A strange barometer for kindness, really. To not hurt an ant, all one has to do, is to refrain from smoldering it with a magnifying glass. To not hurt a crane fly, involves not plucking each one of its legs, one by one, to watch it stagger more and more inept, until it has become a “Daddy No-Legs-At-All”. These cruel games she had played as a child.
But higher life-forms are easier to break. Careless footsteps weave a destructive path through the muck of human souls. And while she knew regret to be a useless emotion, she was not above letting it cripple her, from time to time.
For all she knew, she was heading for his homeland. Perhaps, if it weren’t for this stupid plexiglass, they could have had a real conversation. Or had he already renounced his origins in the third world? How many worlds in this world, really? Even in the confines of this taxi, they were worlds apart. The plexiglass merely formalized something that was tangible and real. Two compartments: hers, and his.
She noticed now, that his meter was running on a clock. She was paying by the minute, not the kilometer. Like a lawyer or a consultant, he was charging her for his time, not his service. There would be no refund, if she never got there at all.
She started hyperventilating, acutely aware that she’d never, ever had a panic attack not ultimately caused by the cruel, steady passage of time. His door flung open. No need to park the car; it was already parked.
“Are you alright ma’am?”
“It’s the heat,” she said, fantasizing that he would lift her in his arms and carry her to the airport. “You do realize my plane leaves at 1:45.”

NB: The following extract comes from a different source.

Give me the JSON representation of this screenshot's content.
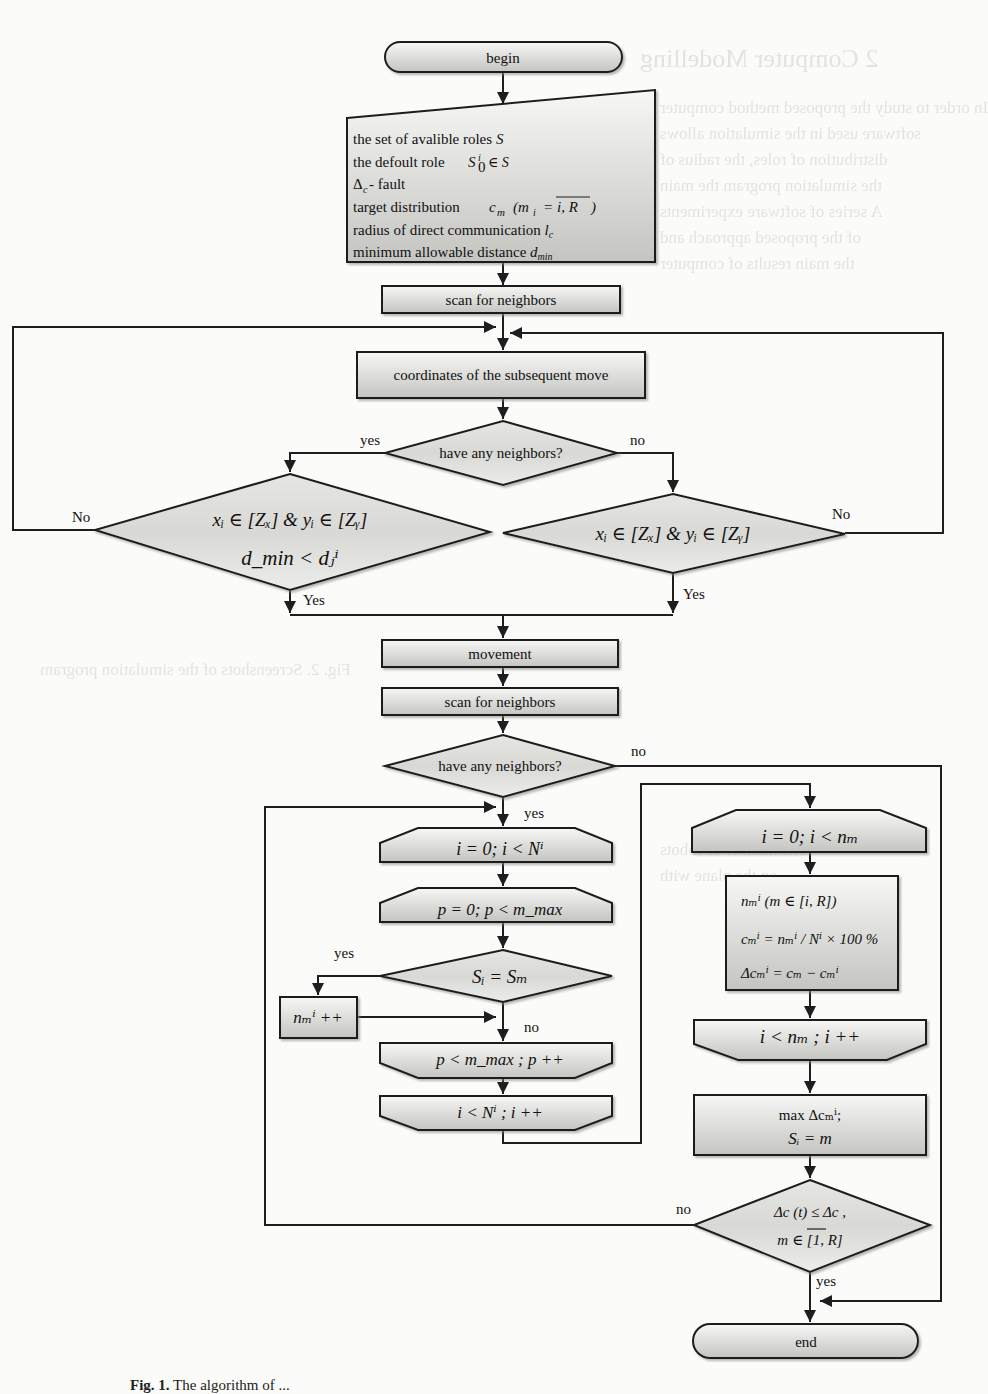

“The hottest time of day,” he nodded. Behind them someone started honking, as if his having left the wheel had anything to do with their stagnation.
“Will I still catch my plane?”
He sighed. “Sometimes planes are late.”
She tried to grasp this – to allow reality to seep into her brain. But the search for alternatives only led to a further system freeze. A fatal computing error that expressed itself in a twisted grimace.
“Please lady, you must try to breathe.”
Stupid at thirty-six – a sad trajectory she could not bear to contemplate. For a moment she wished for some grave disaster to befall them both; the sudden unwinding of the universe. A lyric from and old pop tune forced its way into her mind.
“If a doubledecker bus, crashes into us, to die by your side, what a heavenly way to die…”
If it is possible to have such a seemingly random thought, is it possible to have any other kind?
“… and if a ten ton truck, should kill the both of us, to die by your side, well the pleasure, the privilege is mine.”
Nonsense. A ten ton truck couldn’t make any more headway than they could. The solution would not come. Frantic honking behind them signaled the possibility of movement.
“Get back in the car,” she said a little too brusquely. “There’s no point in giving up.”
What made her soldier on? She knew that her inspection of the new facility would include everything but an actual tour of the plant. This was for her own protection- a safeguard for her lingering sanity. “I had no idea” she would say, years later, under oath.
Suddenly, almost imperceptibly, the taxi crept forward. A few inches were gained, and then, once more, all was quiet on the Western Front.